The ruling Communist Party of China maintains effective control over the composition of people's congresses at various levels, especially the National People's Congress, through this system. At the local level, there is a considerable amount of decentralization in the candidate preselection process, with room for local in-party politics and for participation by non-Communist Party candidates. The structure of the tiered electoral system makes it difficult for a candidate to become a member of the higher level people's assemblies without the support from politicians in the lower tier, while at the same time making it impossible for the party bureaucracy to completely control the election process.

One such mechanism is the limit on the number of candidates in proportion to the number of seats available. At the national level, for example, a maximum of 110 candidates are allowed per 100 seats; at the provincial level, this ratio is 120 candidates per 100 seats. This ratio increases for each lower level of people's congresses, until the lowest level, the village level, has no limit on the number of candidates for each seat. However, the Congress website says "In an indirect election, the number of candidates should exceed the number to be elected by 20% to 50%." The practice of having more candidates than seats for NPC delegate positions has become standard, and it is different from Soviet practice in which all delegates positions were selected by the Party center. Although the limits on member selection allows the Party leadership to block unacceptable candidates, it also causes unpopular candidates to be removed in the electoral process. Direct and explicit challenges to the rule of the Communist Party of China are not tolerated, but are unlikely due to the control the party center has on delegate selection.

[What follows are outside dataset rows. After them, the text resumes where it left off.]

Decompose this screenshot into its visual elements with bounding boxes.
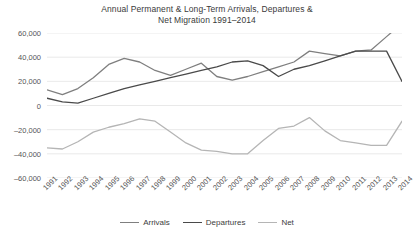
chart-title-line-1: Annual Permanent & Long-Term Arrivals, D… [0,4,414,15]
legend-item-label: Arrivals [143,218,170,227]
y-axis-tick-label: 40,000 [18,53,41,62]
series-lines [47,33,402,178]
y-axis-tick-label: 0 [37,101,41,110]
legend-item-departures[interactable]: Departures [183,218,246,227]
legend-line-icon [120,222,139,223]
y-axis-tick-label: 20,000 [18,77,41,86]
chart-title-line-2: Net Migration 1991–2014 [0,15,414,26]
x-axis: 1991199219931994199519961997199819992000… [47,180,402,214]
y-axis: 60,00040,00020,0000–20,000–40,000–60,000 [0,33,45,178]
legend-line-icon [258,222,277,223]
legend-line-icon [183,222,202,223]
y-axis-tick-label: –20,000 [14,125,41,134]
chart-legend: ArrivalsDeparturesNet [0,218,414,227]
y-axis-tick-label: 60,000 [18,29,41,38]
plot-area [47,33,402,178]
legend-item-arrivals[interactable]: Arrivals [120,218,170,227]
legend-item-label: Net [281,218,293,227]
y-axis-tick-label: –40,000 [14,149,41,158]
legend-item-net[interactable]: Net [258,218,293,227]
migration-line-chart: Annual Permanent & Long-Term Arrivals, D… [0,0,414,238]
y-axis-tick-label: –60,000 [14,174,41,183]
chart-title: Annual Permanent & Long-Term Arrivals, D… [0,4,414,26]
legend-item-label: Departures [206,218,246,227]
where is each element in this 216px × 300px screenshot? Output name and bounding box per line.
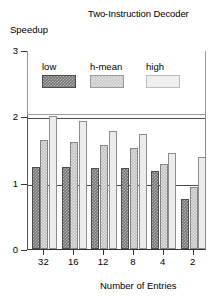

Furthermore, the constitution of the National People's Congress provides for most of its power to be exercised on a day-to-day basis by its Standing Committee. Due to its overwhelming majority in the Congress, the Communist Party has total control over the composition of the Standing Committee, thereby controlling the actions of the National People's Congress.

Although Party approval is in effect essential for membership in the NPC, approximately a third of the seats are by convention reserved for non-Communist Party members. This includes technical experts and members of the smaller allied parties. While these members do provide technical expertise and a somewhat greater diversity of views, they do not function as a political opposition.

The NPC has not always endorsed legislation placed before it. In 1993, the NPC refused to consider constitutional amendments proposed by the Chinese Communist Party on the grounds that non-governmental organizations such as the CCP do not have authority to propose legislation. Also in 1994, the Eighth National People's Congress Standing Committee included "Income and Property Law," in the official legislative plan, but was not able to bring it to a vote due to opposition." Also efforts to impose a national gasoline tax to finance construction of the tollways met with opposition and it has been difficult for both the Communist Party of China and the State Council to pass such a tax through the National People's Congress.

Read more about this topic:  National People's Congress

Famous quotes containing the words relationship, communist and/or party:

    We think of religion as the symbolic expression of our highest moral ideals; we think of magic as a crude aggregate of superstitions. Religious belief seems to become mere superstitious credulity if we admit any relationship with magic. On the other hand our anthropological and ethnographical material makes it extremely difficult to separate the two fields.
    Ernst Cassirer (1874–1945)

    I am a communist because I believe that the Communist idea is a state form of Christianity.
    Alexander Zhuravlyov (b. 1924)

    Death is hacking away at my address book and party lists.